I’ve been feeding raw diet since 2005 after my then breeding bitch was diagnosed with breast cancer at 7 years (See NINA in OUR FAMILY page for details). She was given a 6-12 month prognosis and it was recommended to do surgery, chemo and radiation. I opted for the lumpectomy but declined the other conventional interventions. Instead I did a controversial Laetrile/omega home therapy, among other natural therapies and switched her to raw diet. She did not live the 6-12 months they suggested… she lived 8.5 more years and passed at 15.5!
Consequently, I’m pretty passionate about why I do what I do with both diet & treats.For the record, this REEL Puppy Chow recipe was formulated by a canine nutritionist and is considered to be very balanced and built for growing puppies. It is not where I began in 2005 and there have been several recipes in the interim. This version contains about ten different pro
teins spanning feathered, furred and finned species (including organs & bones). The idea is that by continuing to inoculate the body with a little bit of a lot of species, we reduce (if not eliminate) the opportunity for intolerance or allergy developing. There are a few changes that occur to the recipe once they reach 10 weeks of age and if I continue to rear them as my own, they stay on this revised formula til they are 18 months.
How long will this batch last? Hard to say. I free feed three meals a day on a time clock. This means the bowl goes down and they eat until they abandon the dish or they stop and don’t return for ten minutes, whichever happens first. I always want to see a little food left in the bowl which tells me tummy is full. I find that feeding this way gives the puppy the sense that they live abundantly. They do not need to gorge themselves or speed eat. Their relationship with their food is healthy and they see no need to resource guard (and we also do further exercises to promote that). They are good pudgy growing puppy weights but they are not anywhere near obese.And, just because this is what I do does not mean everyone else has to. I do not impose my nutritional practices on others — I simply explain why I do what I do and let people do what’s right for them.
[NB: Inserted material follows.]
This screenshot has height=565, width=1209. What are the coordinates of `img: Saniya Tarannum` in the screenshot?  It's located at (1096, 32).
As these puppies leave in May they will get a transitional stash of this food to start their new homes. This is for a couple of reasons. Leaving their birth homes is stressful for a baby puppy… new house, new people, new routine, new rules. Having 7-10 days of same-ole-home-cookin’ reduces that stress. Secondly, as their new puppy homes transition to their new diet plan they have an option to mix old with new and allow tummies to catch up (hopefully) without gastric upset.
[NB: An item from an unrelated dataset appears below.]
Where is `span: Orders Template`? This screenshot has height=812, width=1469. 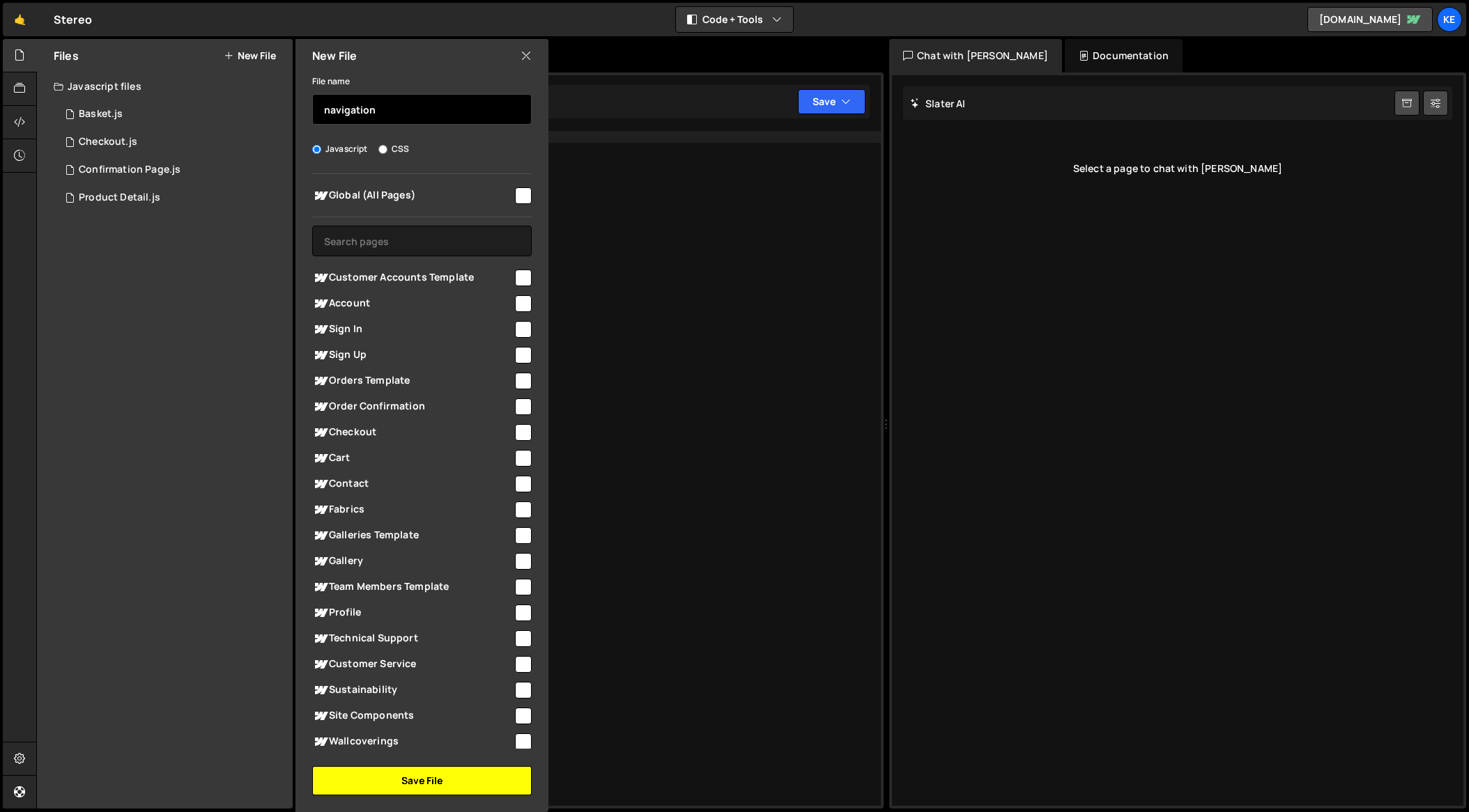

I choose to prepare my own recipes because I know what goes into it, I can adjust it as needed, it makes it more cost effective than commercially prepared raw diet and I truly believe it is more balanced. There was a short stint in 2022 when we had supply chain issues and I had no choice but use some commercially prepped food. I chose several proteins from supposedly reputable brand that were each marketed as “complete meals”. All three of my dogs went through major sheds, their poops became rabbit like and overall they looked terrible. It was then that I renewed my conviction that what I’m doing is best for my dogs given other commercially prepared options readily available at a higher price.